The expected output is an exact copy of the lines from the one containing "Find the location" to the final line below, minus any pictures.

===============

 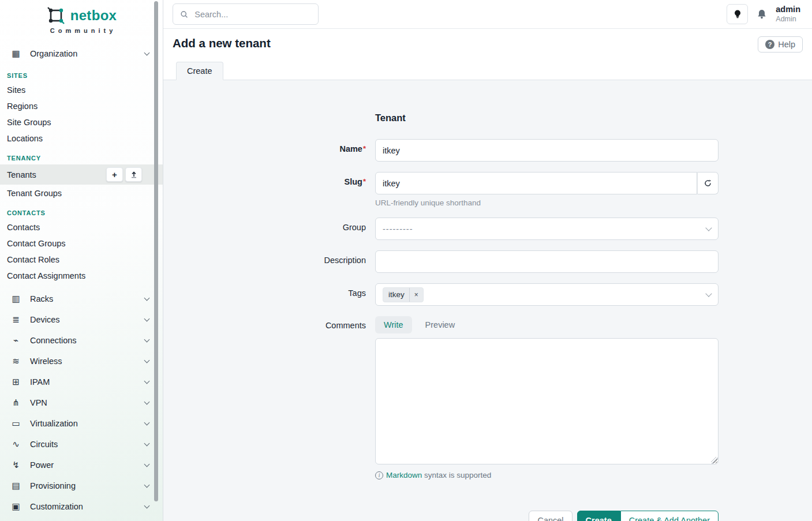 I want to click on sidebar-item-connections: ⌁ Connections, so click(x=81, y=340).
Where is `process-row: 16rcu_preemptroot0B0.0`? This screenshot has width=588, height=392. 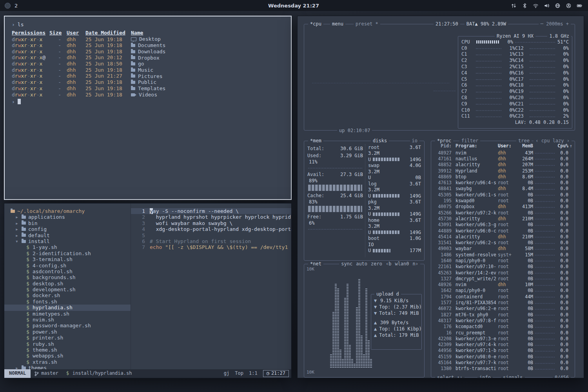 process-row: 16rcu_preemptroot0B0.0 is located at coordinates (503, 332).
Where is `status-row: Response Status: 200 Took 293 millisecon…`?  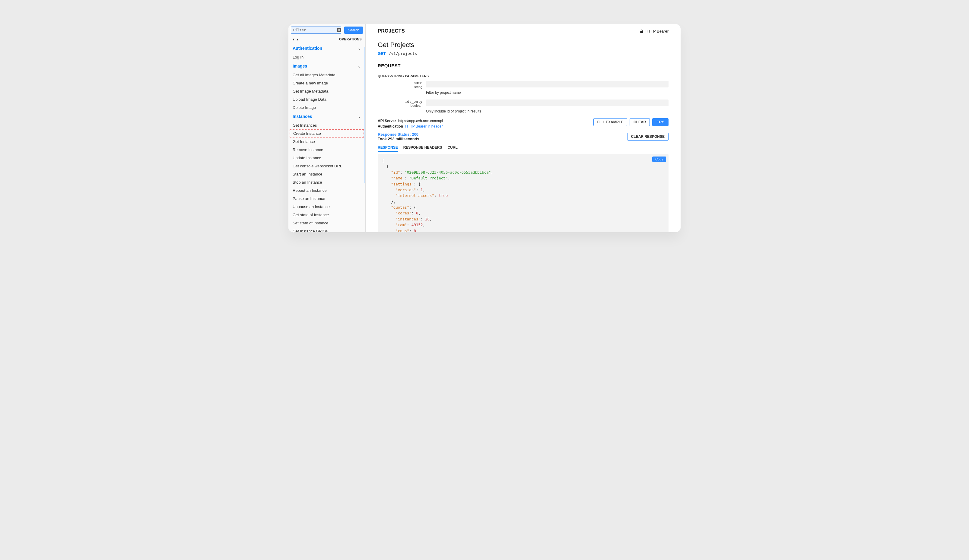 status-row: Response Status: 200 Took 293 millisecon… is located at coordinates (523, 137).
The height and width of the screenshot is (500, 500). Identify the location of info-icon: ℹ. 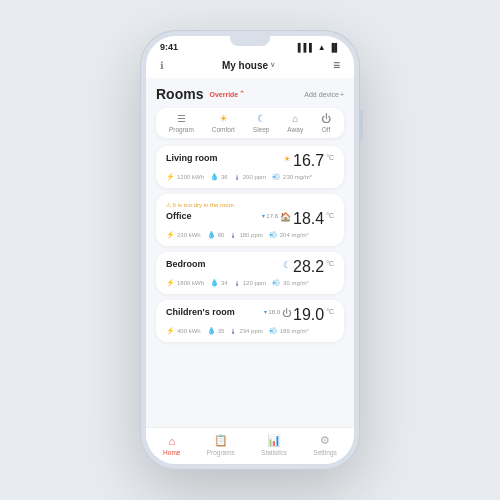
(162, 66).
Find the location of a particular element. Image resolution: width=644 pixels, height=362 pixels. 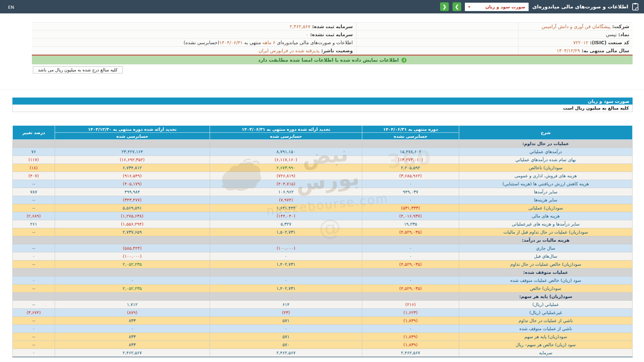

value-cell: ۲۳,۴۲۷,۱۶۴ is located at coordinates (132, 152).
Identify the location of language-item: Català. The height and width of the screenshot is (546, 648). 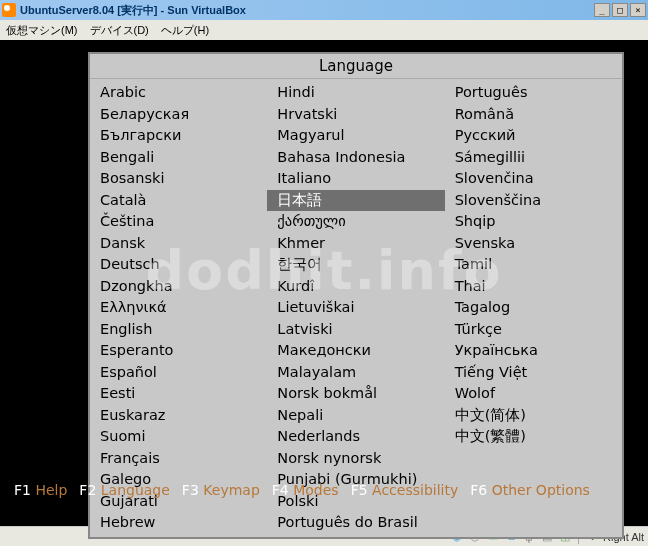
(178, 201).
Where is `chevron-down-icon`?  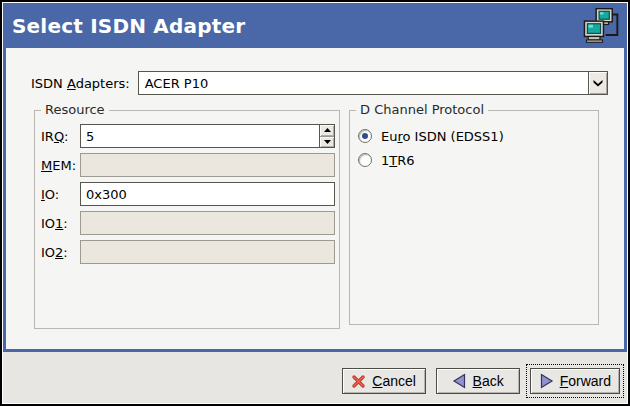
chevron-down-icon is located at coordinates (598, 84).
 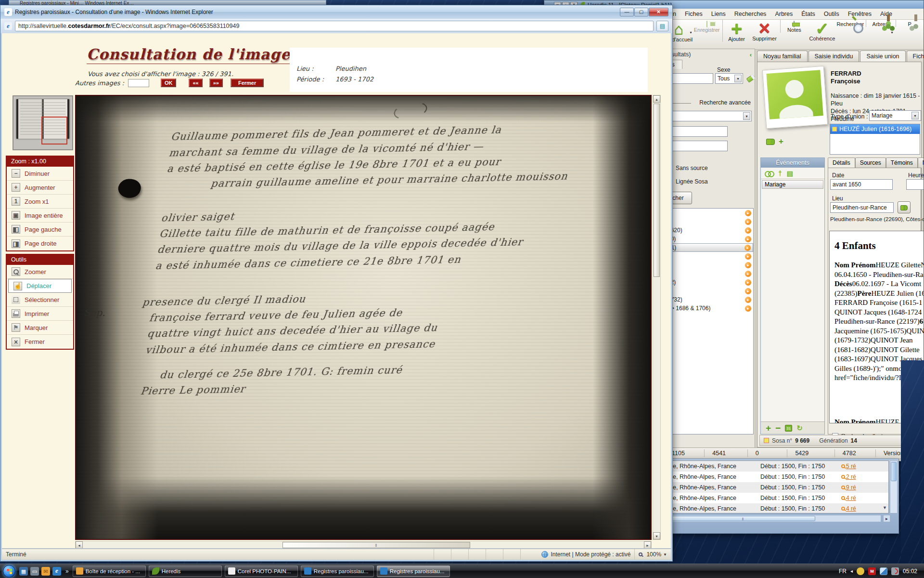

===============

## ANSWER SECTION
Find the location of a particular element. Image resolution: width=644 pixels, height=362 pixels. 

value-cell: ۲۳,۴۲۷,۱۶۴ is located at coordinates (132, 152).
Identify the location of language-item: Català. The height and width of the screenshot is (546, 648). 
(178, 201).
Where is `chevron-down-icon`?  
chevron-down-icon is located at coordinates (598, 84).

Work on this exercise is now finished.